Scenarios for Change

The Paris Climate Agreement was a historic step toward seriously combating climate change. As of December 2016, a year after the agreement was drafted, a total of 194 countries had signed it and 127 of those had ratified it. It's a big deal, considering it's the first-ever agreement on climate change that was accepted by a significant number of nations, including the United States.

In its simplest form, the goal of the Paris Agreement is for each signatory to work to limit global warming to a maximum of 2 degrees Celsius (3.6 degrees Fahrenheit) above pre-industrial temperatures. As part of the agreement, participating countries were required to commit to a pledge, also known as an intended nationally determined contribution (INDC).

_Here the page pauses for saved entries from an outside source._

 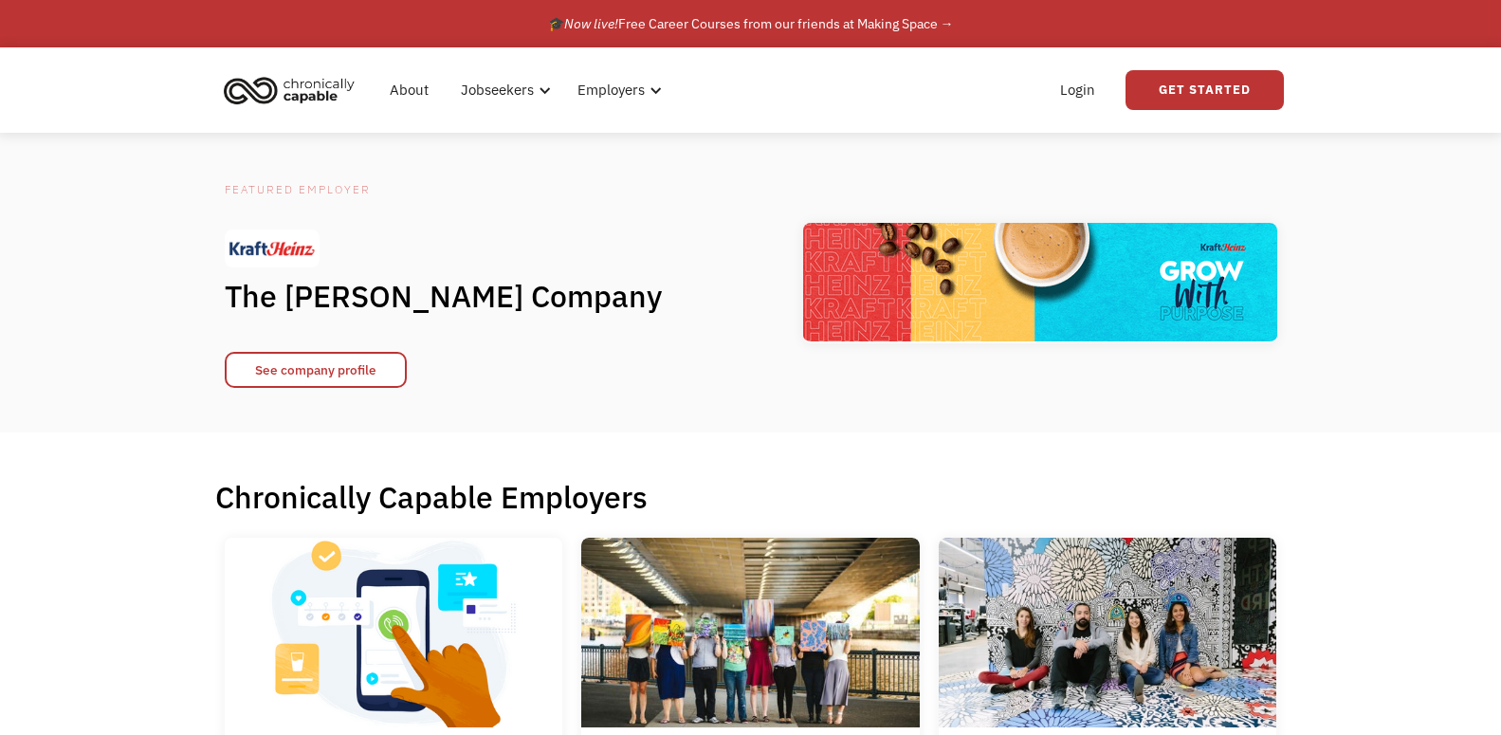 What do you see at coordinates (751, 497) in the screenshot?
I see `h1: Chronically Capable Employers` at bounding box center [751, 497].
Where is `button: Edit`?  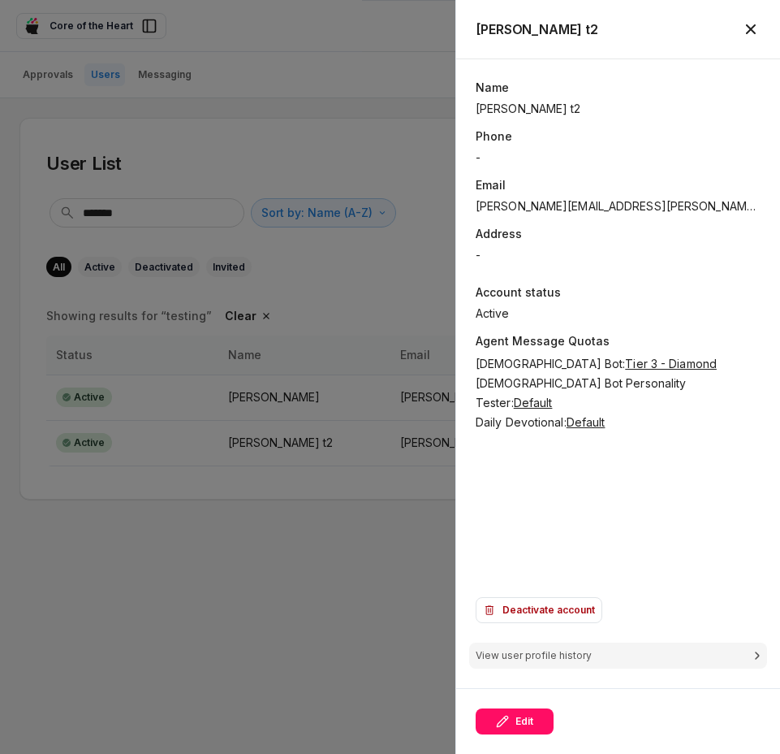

These INDCs vary depending on the specific country, but the majority emphasize the use of non-carbon-emitting, renewable sources of energy.

So can the goals of the Paris Agreement be met? Scientists from the University of Maryland (UMD) set to find out. "We've developed an empirical model of global climate that we use to forecast future temperature out to the year 2100," UMD research professor in atmospheric and oceanic science Timothy Canty told Phys.org. "This is a model that ingests massive amounts of observational data."

The details of the researchers' findings are published as a book entitled "Paris Climate Agreement: Beacon of Hope," and in it, they argue that the 2-degree Celsius warming limit can be achieved, but only under certain circumstances.

Living Up To The Promise

Climate research models use scenarios known as representative concentration pathways (RCP) to describe the various possible levels of greenhouse gases in the future atmosphere. One of the more optimistic scenarios, RCP 4.5, assumes that human greenhouse gas emissions will soon level off and decline within a few decades.

"Our research shows that if the Paris Climate Agreement is met, it will put us on the RCP 4.5 pathway, but this can only happen if two important things occur," explained book co-author Walter Tribett. "One, all conditional and unconditional INDCs must be met. Two, the mitigation of greenhouse gases needed to meet the Paris goal must be propagated out to 2060."

The thing is, the INDCs currently extend only to 2030. The authors believe that all of the individual nations should recognize the importance of renewable energy sources and extend their INDCs. "To achieve RCP 4.5, half of the world's global energy must come from renewable sources by year 2060," said co-author Brian Bennett.

The authors realize that this mass transition to renewables is an ambitious undertaking, but it's one that both developed and developing countries should move toward. "This will require large-scale transfer of technology and capital from the developed to the developing world," co-author Ross Salawitch noted. "And at the same time this is happening, the developed world must reduce its own dependence on fossil fuels — not a little bit, but massively — by 2060."